Your token should have been generated automatically by Rails, but you could still use something like:
irb(main):007:0> "#{ActiveSupport::SecureRandom.hex(64)}"
=> "921b00fcfabe0368d70627020f3b4c969cfd9bdc2474f4040c1ae976f687014694beb5d36dfc0c41bac8ebde96a14fceaee228d6e34d8183c5d7cc99d310d4f9"
meaning, you can generate some random string and put it into your config/initializers/secret_token.rb file:
# Be sure to restart your server when you modify this file.
Yourapp::Application.config.secret_token = '921b00fcfabe0368d70627020f3b4c969cfd9bdc2474f4040c1ae976f687014694beb5d36dfc0c41bac8ebde96a14fceaee228d6e34d8183c5d7cc99d310d4f9'
This is an issue with rails version probably. I had this issue when I uninstalled Rails 4 and installed Rails 3. After checking rails -v and seeing that it was indeed Rails 3, I executed rails new myapp. For some reason the configuration file config/initializers/secret_token.rb had the "config.secret_key_base" variable defined, which appears to be how Rails 4 does it. I was able to fix it by changing it to "config.secret_token", which I believe is what Rails 3 uses.

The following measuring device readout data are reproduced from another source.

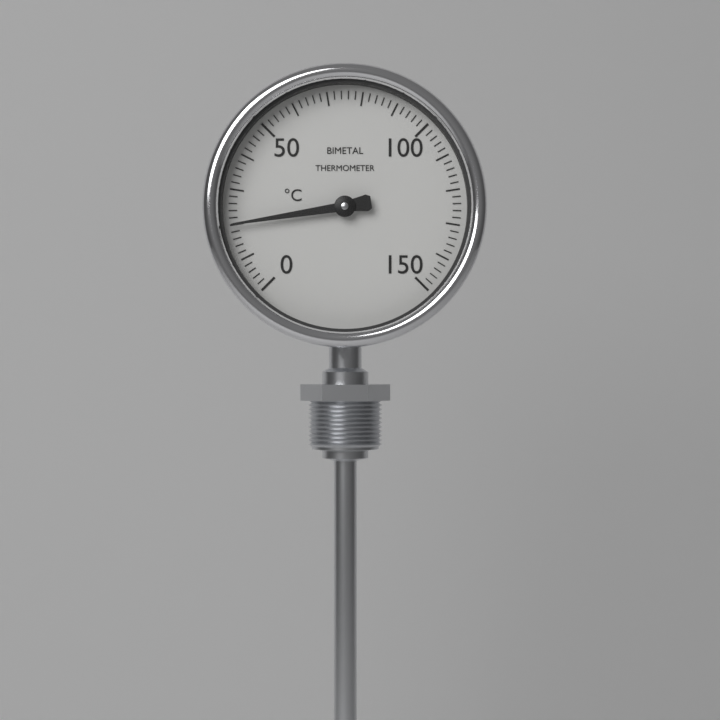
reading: 20 °C
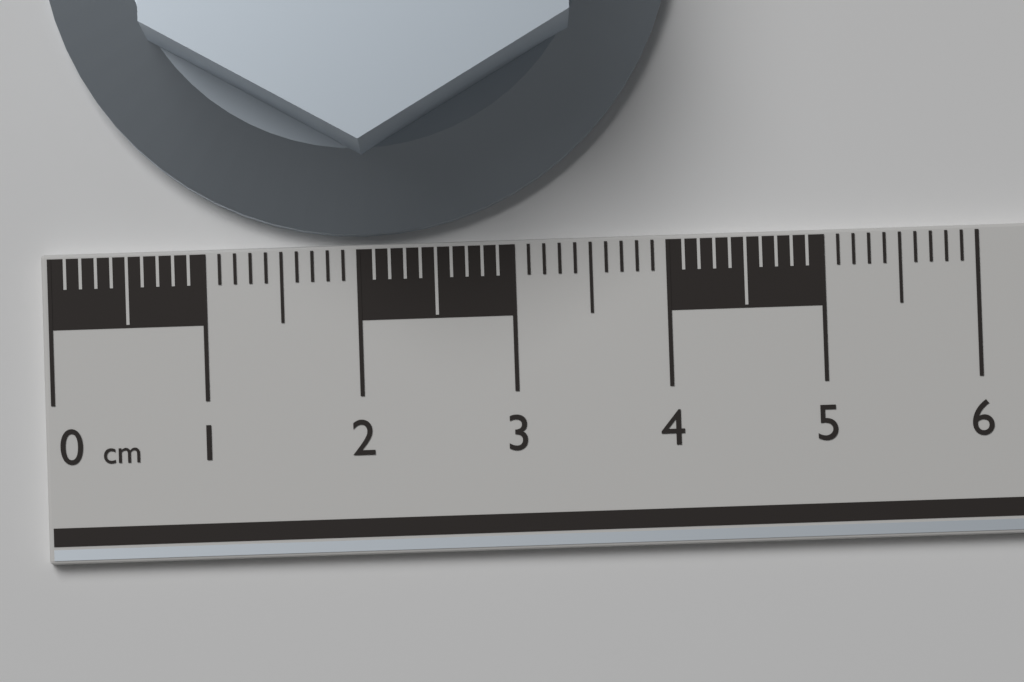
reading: 4.1 cm
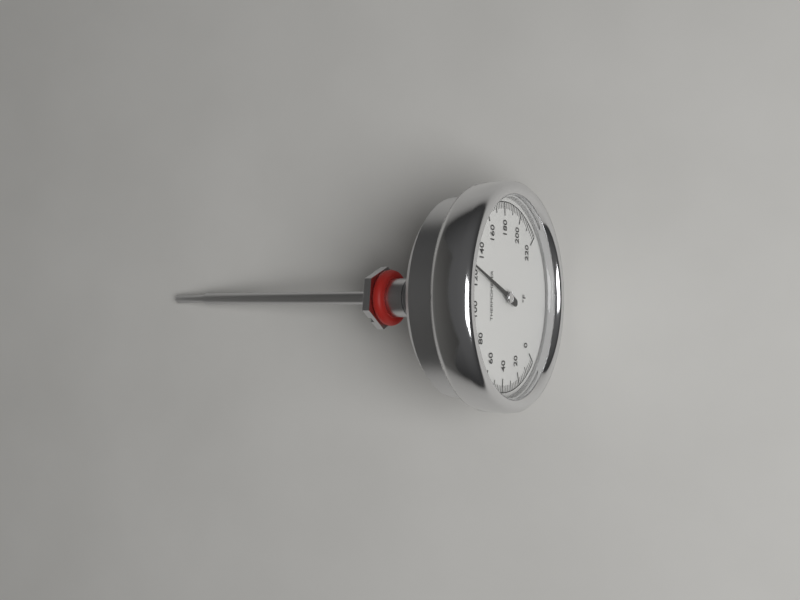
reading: 126 °F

This simple command worked for me :
rvmsudo rake generate_secret_token
Make sure you have this in your environment.rb:
YourApp::Application.initialize!
Ran into this same issue and found out my config/initializers/secret_token.rb file was being ignored by git in my .gitignore file. Check out the config/initializers directory in your git source location and make sure the secret_token.rb file exists. If it doesn't edit your .gitignore file so that git will not ignore the secret_token.rb file and commit your changes (usually hidden - I used these simple commands to display hidden files on a mac http://osxdaily.com/2009/02/25/show-hidden-files-in-os-x/).

Possible to 'copy and paste' a whole Rails application?

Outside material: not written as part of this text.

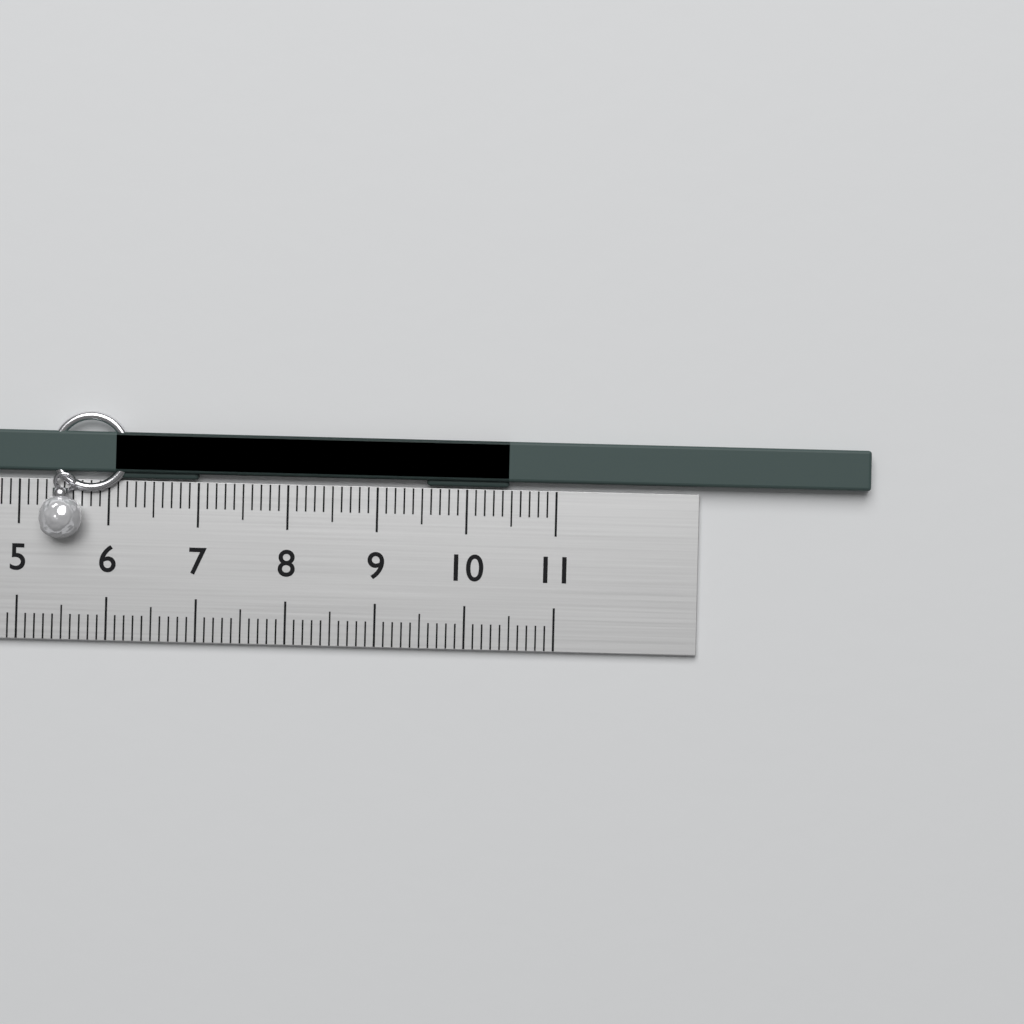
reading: 10.5 cm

I have a fully-functioning Rails application running on my local machine called 'first-app' in my Rails applications folder 'rails-apps'. I would like to create a second application in rails-apps (called 'second-app') which is identical to first-app, just with a different name.
Can I simply copy-and-paste first-app and rename the folder to 'second-app'? I have found only two files in the whole application which contain the term 'first-app' (application.rb and routes.rb, both in config), so presumably I would have to change their contents as well. If this 'copy-and-paste' approach is viable, are there any other files I would have to alter?
If I have to do the usual > rails new second-app, I must be able to copy and paste a lot of the files and folders from first-app. Which are the ones that I have to manually alter or construct with a rails command?
yes, it should works! Just replace in the copy-project the old terms('first-app') to 'second-app' and create a new database for the new app.
You can copy and past the first app folder and use the gem 'rename' to rename the copied app.
Follow these instructions: How to rename rails 4 app?
Just copy your app to a new folder :
$ cp your-old-app your-new-app
If you want to create a new database for the new app, in your config/database.yml rename the development database.